ILl.u.s.tRATED BY SOME ACCOUNT OF A LITERARY SATIRE.



RIDICULE may be considered as a species of eloquence; it has all its vehemence, all its exaggeration, all its power of diminution; it is irresistible! Its business is not with truth, but with its appearance; and it is this similitude, in perpetual comparison with the original, which, raising contempt, produces the ridiculous.

There is nothing real in ridicule; the more exquisite, the more it borrows from the imagination. When directed towards an individual, by preserving a unity of character in all its parts, it produces a fict.i.tious personage, so modelled on the prototype, that we know not to distinguish the true one from the false. Even with an intimate knowledge of the real object, the ambiguous image slides into our mind, for we are at least as much influenced in our opinions by our imagination as by our judgment. Hence some great characters have come down to us spotted with the taints of indelible wit; and a satirist of this cla.s.s, sporting with distant resemblances and fanciful a.n.a.logies, has made the fict.i.tious accompany for ever the real character. Piqued with Akenside for some reflections against Scotland, Smollett has exhibited a man of great genius and virtue as a most ludicrous personage; and who can discriminate, in the ridiculous physician in "Peregrine Pickle," what is real from what is fict.i.tious?[80]

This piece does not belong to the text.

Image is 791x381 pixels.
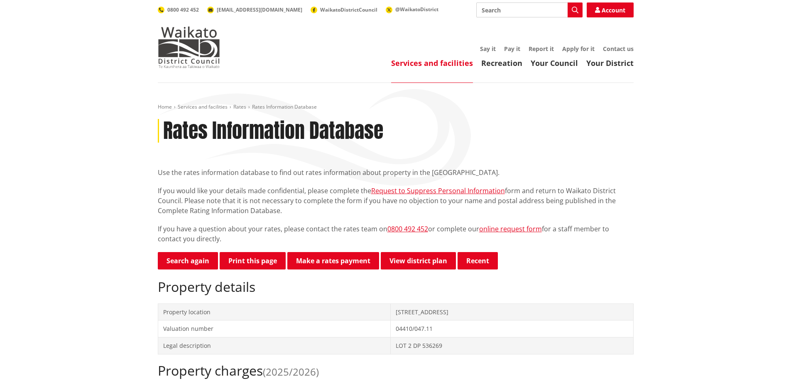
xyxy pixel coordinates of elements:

The banterers and ridiculers possess this provoking advantage over st.u.r.dy honesty or nervous sensibility--their amusing fictions affect the world more than the plain tale that would put them down. They excite our risible emotions, while they are reducing their adversary to contempt--otherwise they would not be distinguished from gross slanderers. When the wit has gained over the laughers on his side, he has struck a blow which puts his adversary _hors de combat_. A grave reply can never wound ridicule, which, a.s.suming all forms, has really none. Witty calumny and licentious raillery are airy nothings that float about us, invulnerable from their very nature, like those chimeras of h.e.l.l which the sword of aeneas could not pierce--yet these shadows of truth, these false images, these fict.i.tious realities, have made heroism tremble, turned the eloquence of wisdom into folly, and bowed down the spirit of honour itself.

Not that the legitimate use of RIDICULE is denied: the wisest men have been some of the most exquisite ridiculers; from Socrates to the Fathers, and from the Fathers to Erasmus, and from Erasmus to Butler and Swift. Ridicule is more efficacious than argument; when that keen instrument cuts what cannot be untied. "The Rehearsal" wrote down the unnatural taste for the rhyming heroic tragedies, and brought the nation back from sound to sense, from rant to pa.s.sion. More important events may be traced in the history of Ridicule. When a certain set of intemperate Puritans, in the reign of Elizabeth, the ridiculous reformists of abuses in Church and State, congregated themselves under the literary _nom de guerre_ of _Martin Mar-prelate_, a stream of libels ran throughout the nation. The grave discourses of the archbishop and the prelates could never silence the hardy and concealed libellers. They employed a moveable printing-press, and the publishers perpetually shifting their place, long escaped detection.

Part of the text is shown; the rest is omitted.